Where we’re seeing difficulties right now is the negotiation with the customers, given the headwind, they’re ending up being a shorter renewals and taking longer to close. So that’s really the impact we’re seeing, not from a value market share, et cetera, et cetera standpoint. It’s just the budget is tighter, in particular, for our enterprise customers.
Shelagh Glaser: And just a comment on operating margin. We’re committed to improving operating margin. We had set out to do that this year to improve year-over-year, and we feel well on past that. And obviously, the strong results in Q3 gives us the full year.
Aart de Geus: Operator, we will take one more question.
Operator: We’ll take our final question from Blair Abernethy with Rosenblatt.
Blair Abernethy: Well, thanks very much. Let me offer my congratulations on the transition as well, gentleman. Just on the IP business, I’m wondering, if you can give us a sense of where you’re seeing the biggest opportunity over the next, say, three to five years? Is it 3D multi-die interconnects? Is it chip design IP and just sort of where are you — how are you thinking about your investments in this segment?
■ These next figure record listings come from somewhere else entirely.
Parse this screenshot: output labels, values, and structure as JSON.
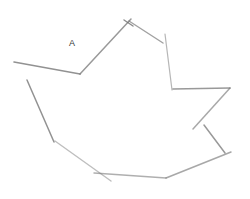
{
  "diagram": {
    "type": "hand-drawn-polygon-sketch",
    "stroke_color": "#6e6e6e",
    "background": "#ffffff",
    "labels": [
      {
        "id": "label-a",
        "text": "A",
        "x": 69,
        "y": 41
      }
    ],
    "segments": [
      {
        "x1": 14,
        "y1": 62,
        "x2": 80,
        "y2": 74,
        "opacity": 0.75,
        "width": 1.6
      },
      {
        "x1": 80,
        "y1": 74,
        "x2": 131,
        "y2": 19,
        "opacity": 0.7,
        "width": 1.5
      },
      {
        "x1": 124,
        "y1": 20,
        "x2": 133,
        "y2": 26,
        "opacity": 0.8,
        "width": 1.4
      },
      {
        "x1": 129,
        "y1": 21,
        "x2": 163,
        "y2": 43,
        "opacity": 0.65,
        "width": 1.4
      },
      {
        "x1": 165,
        "y1": 34,
        "x2": 172,
        "y2": 90,
        "opacity": 0.5,
        "width": 1.2
      },
      {
        "x1": 173,
        "y1": 89,
        "x2": 230,
        "y2": 88,
        "opacity": 0.7,
        "width": 1.6
      },
      {
        "x1": 230,
        "y1": 88,
        "x2": 193,
        "y2": 129,
        "opacity": 0.6,
        "width": 1.5
      },
      {
        "x1": 204,
        "y1": 125,
        "x2": 225,
        "y2": 153,
        "opacity": 0.7,
        "width": 1.5
      },
      {
        "x1": 231,
        "y1": 152,
        "x2": 166,
        "y2": 178,
        "opacity": 0.6,
        "width": 1.5
      },
      {
        "x1": 166,
        "y1": 178,
        "x2": 94,
        "y2": 173,
        "opacity": 0.55,
        "width": 1.4
      },
      {
        "x1": 27,
        "y1": 80,
        "x2": 54,
        "y2": 142,
        "opacity": 0.75,
        "width": 1.5
      },
      {
        "x1": 55,
        "y1": 141,
        "x2": 111,
        "y2": 181,
        "opacity": 0.45,
        "width": 1.4
      }
    ]
  }
}
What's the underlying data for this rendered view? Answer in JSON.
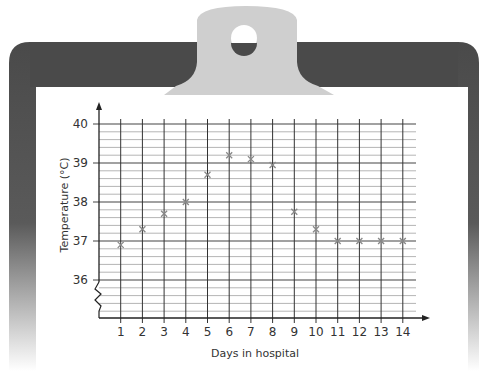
{
  "clipboard": {
    "board_color": "#4a4a4a",
    "clip_color": "#cfcfcf",
    "paper_color": "#ffffff"
  },
  "chart_data": {
    "type": "scatter",
    "title": "",
    "xlabel": "Days in hospital",
    "ylabel": "Temperature (°C)",
    "x": [
      1,
      2,
      3,
      4,
      5,
      6,
      7,
      8,
      9,
      10,
      11,
      12,
      13,
      14
    ],
    "series": [
      {
        "name": "Temperature",
        "marker": "x",
        "color": "#888888",
        "values": [
          36.9,
          37.3,
          37.7,
          38.0,
          38.7,
          39.2,
          39.1,
          38.95,
          37.75,
          37.3,
          37.0,
          37.0,
          37.0,
          37.0
        ]
      }
    ],
    "x_ticks": [
      "1",
      "2",
      "3",
      "4",
      "5",
      "6",
      "7",
      "8",
      "9",
      "10",
      "11",
      "12",
      "13",
      "14"
    ],
    "y_ticks": [
      "36",
      "37",
      "38",
      "39",
      "40"
    ],
    "ylim": [
      35,
      40
    ],
    "xlim": [
      0,
      14.6
    ],
    "y_minor_step": 0.2,
    "y_axis_break": true,
    "grid": true,
    "legend": "none"
  }
}
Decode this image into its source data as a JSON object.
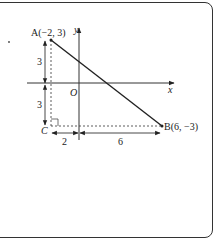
{
  "diagram": {
    "points": {
      "A": {
        "label": "A(−2, 3)",
        "x": -2,
        "y": 3
      },
      "B": {
        "label": "B(6, −3)",
        "x": 6,
        "y": -3
      },
      "C": {
        "label": "C"
      }
    },
    "axes": {
      "x_label": "x",
      "y_label": "y",
      "origin_label": "O"
    },
    "dimensions": {
      "vertical_upper": "3",
      "vertical_lower": "3",
      "horizontal_left": "2",
      "horizontal_right": "6"
    },
    "colors": {
      "line": "#222222",
      "frame": "#333333"
    }
  }
}
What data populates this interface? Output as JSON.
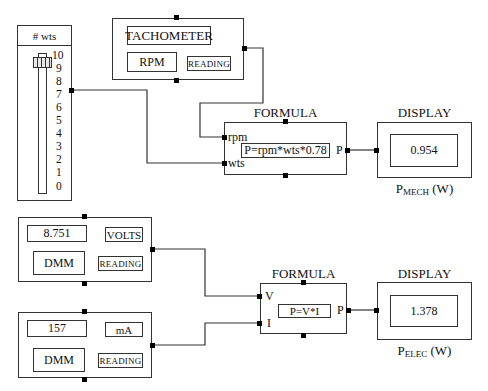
{
  "slider": {
    "title": "# wts",
    "ticks": [
      "10",
      "9",
      "8",
      "7",
      "6",
      "5",
      "4",
      "3",
      "2",
      "1",
      "0"
    ],
    "value": 9.5,
    "min": 0,
    "max": 10
  },
  "tachometer": {
    "title": "TACHOMETER",
    "unit": "RPM",
    "mode": "READING"
  },
  "formula_mech": {
    "label": "FORMULA",
    "inputs": [
      "rpm",
      "wts"
    ],
    "expression": "P=rpm*wts*0.78",
    "output": "P"
  },
  "display_mech": {
    "label": "DISPLAY",
    "value": "0.954",
    "caption_main": "P",
    "caption_sub": "MECH",
    "caption_unit": "(W)"
  },
  "dmm_volts": {
    "value": "8.751",
    "unit": "VOLTS",
    "name": "DMM",
    "mode": "READING"
  },
  "dmm_current": {
    "value": "157",
    "unit": "mA",
    "name": "DMM",
    "mode": "READING"
  },
  "formula_elec": {
    "label": "FORMULA",
    "inputs": [
      "V",
      "I"
    ],
    "expression": "P=V*I",
    "output": "P"
  },
  "display_elec": {
    "label": "DISPLAY",
    "value": "1.378",
    "caption_main": "P",
    "caption_sub": "ELEC",
    "caption_unit": "(W)"
  }
}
Aart de Geus: On questionnaires, one would feel I’m all of the above, meaning that the continuation of technology development is still very fast, even for individual chips. And therefore, with those come new speeds, new bandwidth and constant new demand. You’re absolutely right to throw in the 3D aspects because one of my perspective on that, it is precisely the fact that 3D has improved dramatically in terms of the connectivity, both in number of spin counts and the speed on the pins and the decrease of energy to switch a pin that actually opens that domain for a decade of success. Now the fact that AI is in the midst of that is – what’s a little bit different about AI processes. It’s just the bandwidth and the enormous amount of data that needs to constantly in many cases, dynamically be treated while the car is driving, so to speak.
And so all of these things are wonderful for our field because that says, well, do a lot better. And while the world better, of course, as many variations, we all know that means that there’s more design happening more new chips, more differentiation among the end customers among themselves. And so these are positive words in our field for sure.
Blair Abernethy: Thank you so much for the call. Look forward to talking with you over the coming days.
Aart de Geus: With that, I guess we close the call. Thank you for your attention. For those of you that will connect with us later on today, we’re ready to talk to you. And again, have a good rest of the day.
Trey Campbell: Thank you.
Operator: And that concludes today’s presentation. Thank you for your participation, and you may now disconnect.